Terrie Rymer, the Jewish Federation attorney who took Ann’s case, says she has handled “dozens” of similar cases in the past eight years across CPS.

“The schools frequently do not do a sophisticated assessment of these kids to begin with, and even when they do mediocre assessments, they don’t even meet the needs stated in those,” Rymer says. “In many cases, they just don’t get it when it comes to kids with emotional problems. Sometimes those kids are depressed, not learning disabled. I think that’s rampant in the system, and I’ve been all over the city.

‘Some great schools’

She adds: “I have seen some great schools, some real bright spots, though, schools that do a great job. Some schools do evaluations very well, and they have talented teachers. On the other hand, you just look at others and you know they don’t have a clue. If it wasn’t for the Office of Monitoring and Compliance, I don’t know how many of these cases would get solved, but even the people in Monitoring and Compliance are spread too thin. They have too many cases.”

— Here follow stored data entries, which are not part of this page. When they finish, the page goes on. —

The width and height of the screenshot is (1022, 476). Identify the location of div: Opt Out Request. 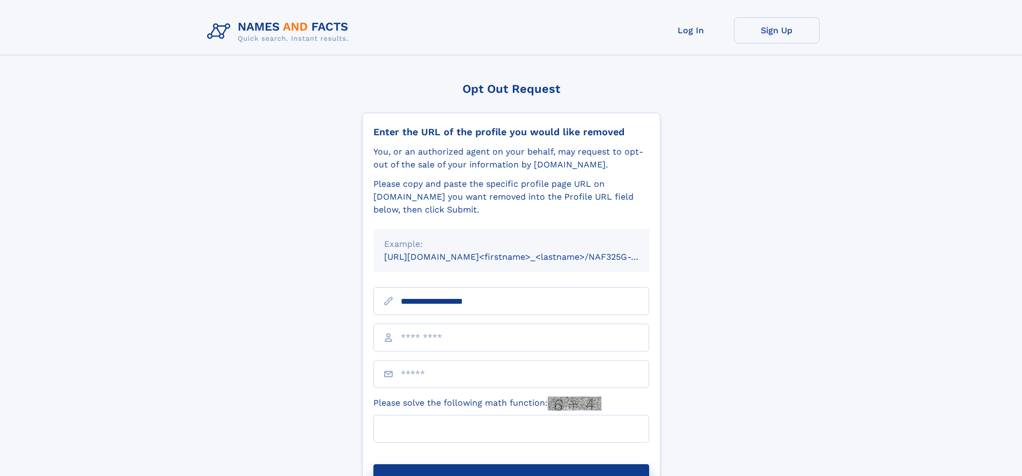
(511, 89).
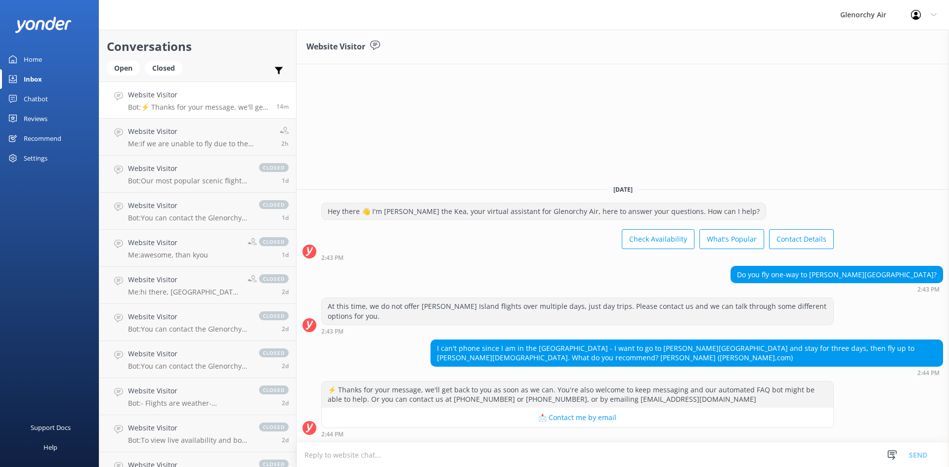  What do you see at coordinates (50, 447) in the screenshot?
I see `div: Help` at bounding box center [50, 447].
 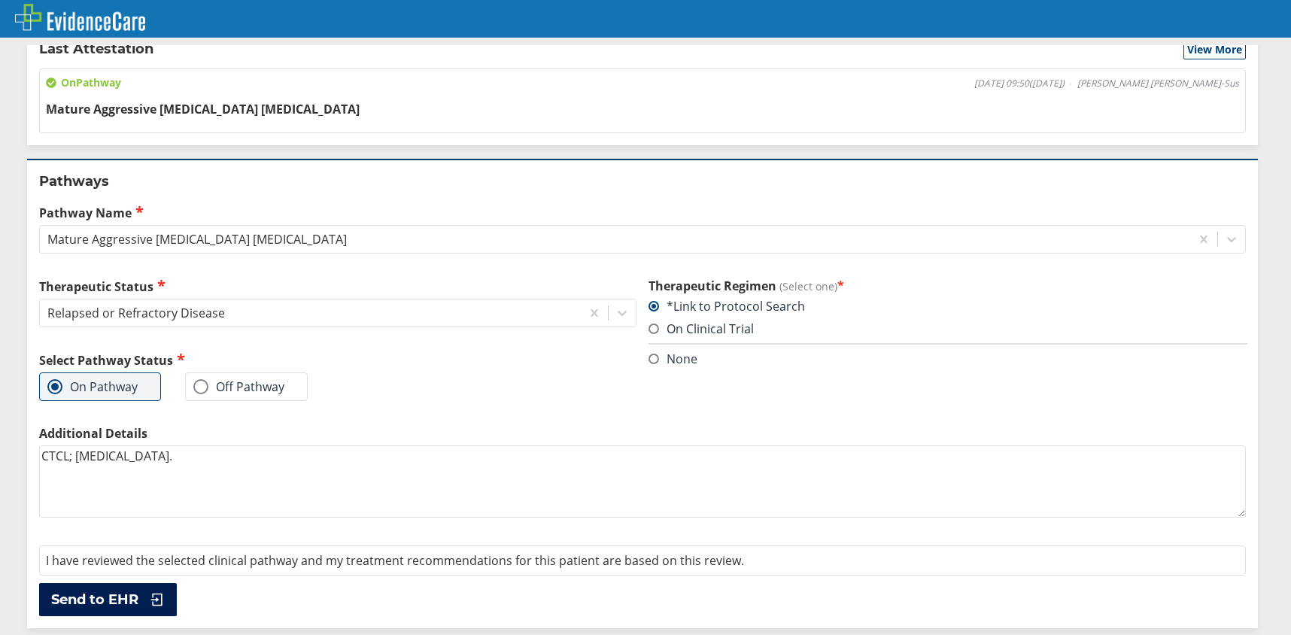 What do you see at coordinates (727, 306) in the screenshot?
I see `label: *Link to Protocol Search` at bounding box center [727, 306].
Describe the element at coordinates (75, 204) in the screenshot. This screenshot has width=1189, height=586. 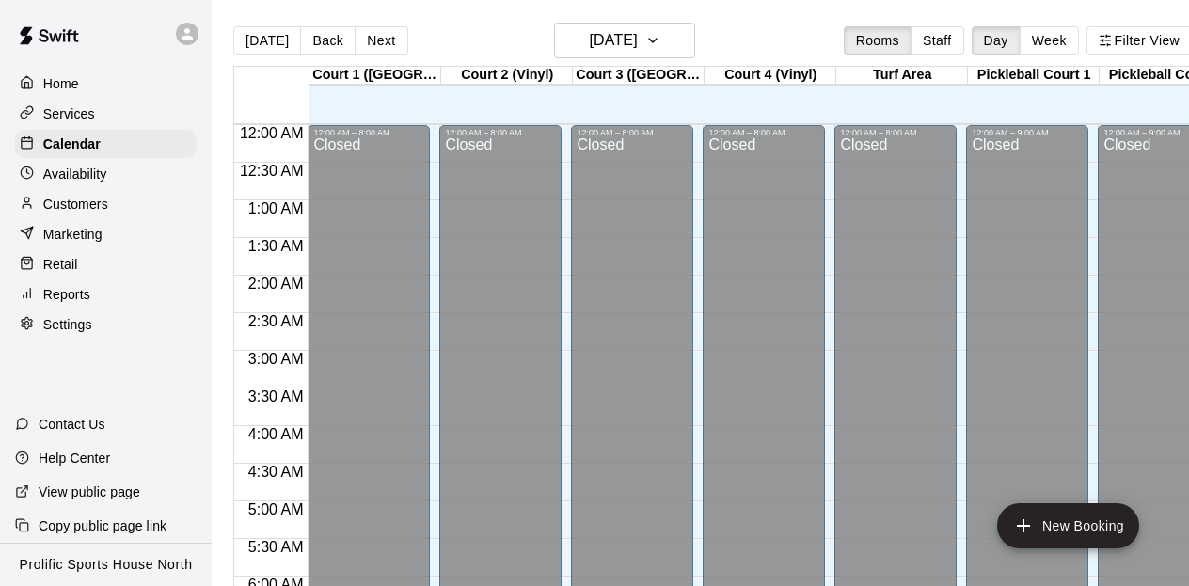
I see `p: Customers` at that location.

Sabin Principal Edward Peacock says his school has been doing inclusion for years. “We try to be like Rousseau,” he says, elaborating on the ideas of the 18th century French philosopher. Jean Jacques Rousseau believed that humans are by nature good, that society corrupts them and that the goal of education is to draw out their goodness.

“It does help that there are these big suits,” he says. “It means the administration is backing us up. We’ve basically been doing inclusion under the table. It was somewhat difficult initially to get teachers to understand you can’t segregate kids, but you just keep banging away. Most difficult for them was knowing what a modified curriculum would look like. What it boiled down to, after we argued about it was, essentially, they just wanted permission from me [to do inclusion]. They wanted to know that I would be willing to take the heat.”

Even without extra resources, Sabin has been able to include about 16 of its 44 special education students in regular classes for at least part of every day. The school’s total enrollment is 540.

Scott Allman, Sabin’s special education case manager and counselor, doesn’t see how it can do more without more staffing. “We did an IEP yesterday on a new child who would have been perfect for inclusion,” he says, “but we just couldn’t do it. If we had another teacher, we could.”

If the School Board wants schools to reallocate staff to accomplish inclusion, he says, Sabin has done it. “There are not people doing nothing around here. Everybody is working hard.”

Hernandez says parents must “get involved in their disabled kids’ education and their IEPs. Insist that you be part of your child’s education. Visit the school often and document everything you can. Involvement is really the key to seeing that your child is getting the services that he or she needs.”

“We are urging parents to press for their children to be educated in least restrictive environment settings,” says Sharon Weitzman Soltman, an attorney for Designs for Change, a plaintiff in the lawsuit that is forcing systemwide change in Chicago.

“There is a lot of good will out there and in the central administration, but it’s still going to be a struggle for [parents] sometimes,” Soltman says. “You still have to press and look for support from other parents and people within the CPS. You are entitled to that support. Take advantage of the opportunities presented; try to see what’s available to you.”